Synopses & Reviews
After the vast destruction wrought by Hurricane Katrina, New Orleans faces a rare chance to rebuild, with an unprecedented opportunity to plan what gets built. As the cityand#8217;s director of planning from 1992 until 2000, Kristina Ford is uniquely placed to use these opportunities as a springboard for an eye-opening discussion of the intransigent problems and promising possibilities facing city planners across the nation and beyond.

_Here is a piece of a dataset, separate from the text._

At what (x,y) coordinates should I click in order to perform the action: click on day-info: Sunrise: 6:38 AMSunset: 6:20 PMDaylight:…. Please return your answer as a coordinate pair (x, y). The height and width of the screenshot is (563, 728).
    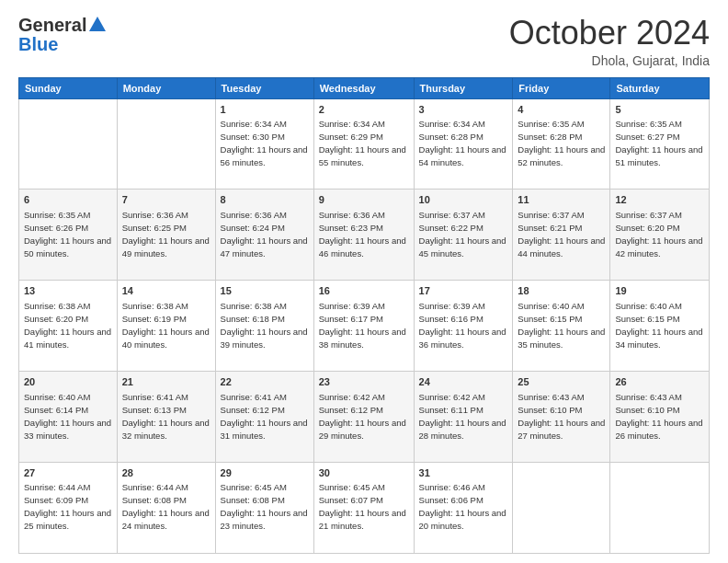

In The Trouble with City Planning, Ford argues that almost no part of our usual understanding of the phrase and#8220;city planningand#8221; is accurate: not our conception of the plan itself, nor our sense of what city planners do or who plans are made for or how planners determine what citizens want. Most important, our conventional understanding does not tell us how a plan affects what gets built in any city in America.Ford advances several planning innovations that, if adopted, could be crucial for restoring New Orleans, but also transformative wherever citizens are troubled by the results of their cityand#8217;s plan. This keenly intelligent book is destined to become a classic for planners and citizens alike.
Review
and#8220;A thoughtful, engaging, and cautionary account of the interaction of professional planners, politicians, developers, and citizens in contemporary American cities. The message that planning can and must do better with respect to daily decision making, as well as big and recalcitrant but now urgent problems, and that informed citizens are crucial to this, is timely and important.and#8221;and#8212;Alan Plattus, Yale University
Review
and#8220;Kristina Ford makes sense out of the misguided planning efforts that have bedevilled post-Katrina New Orleans, and provides valuable suggestions for how our cities should be planned in the futureand#8212;more democratically and more effectively.and#8221;and#8212;Witold Rybczynski, author of
Last HarvestReview
"Ford practices what she preaches, drawing upon citizen experiences with planning, orienting readers to the principles and practices of a sometimes mystifying field, and empowering readers to ask the right questions of new developments in planning. The Trouble with City Planning , demystifies planning and plans with an accessible and compelling argument."and#8212;
Books and CultureReview
"Kristina Ford has written an interesting and illuminating book on the realities of city planning, and one that speaks to more than just that profession. In The Trouble with City Planning, she uses the experience of rebuilding New Orleans after the devastation of Hurricane Katrina as a case study on why city planners are in trouble, and what they can do about it."—Globe and Mail Globe and Mail
Review
"An interesting and illuminating book on the realities of city planning."—Joe Berridge, The Globe and Mail Joe Berridge
Review
"Ford's book takes helpful first steps in outlining . . . how the next generation of planners might guide us toward safer, saner, and more sustainable cities."and#8212;Wayne Curtis, Architectural Record
About the Author
Kristina Ford is one of Americas best known urban planners and writers on planning. In the immediate aftermath of Katrina, Fords thoughtful assessmentsheard on CNN, the BBC, and National Public Radiobecame the first public voice of reason to mediate the great storms human and civic consequences. Her highly regarded study, Planning Small Town America, is used as a text in many graduate urban planning programs. She lives in New Orleans.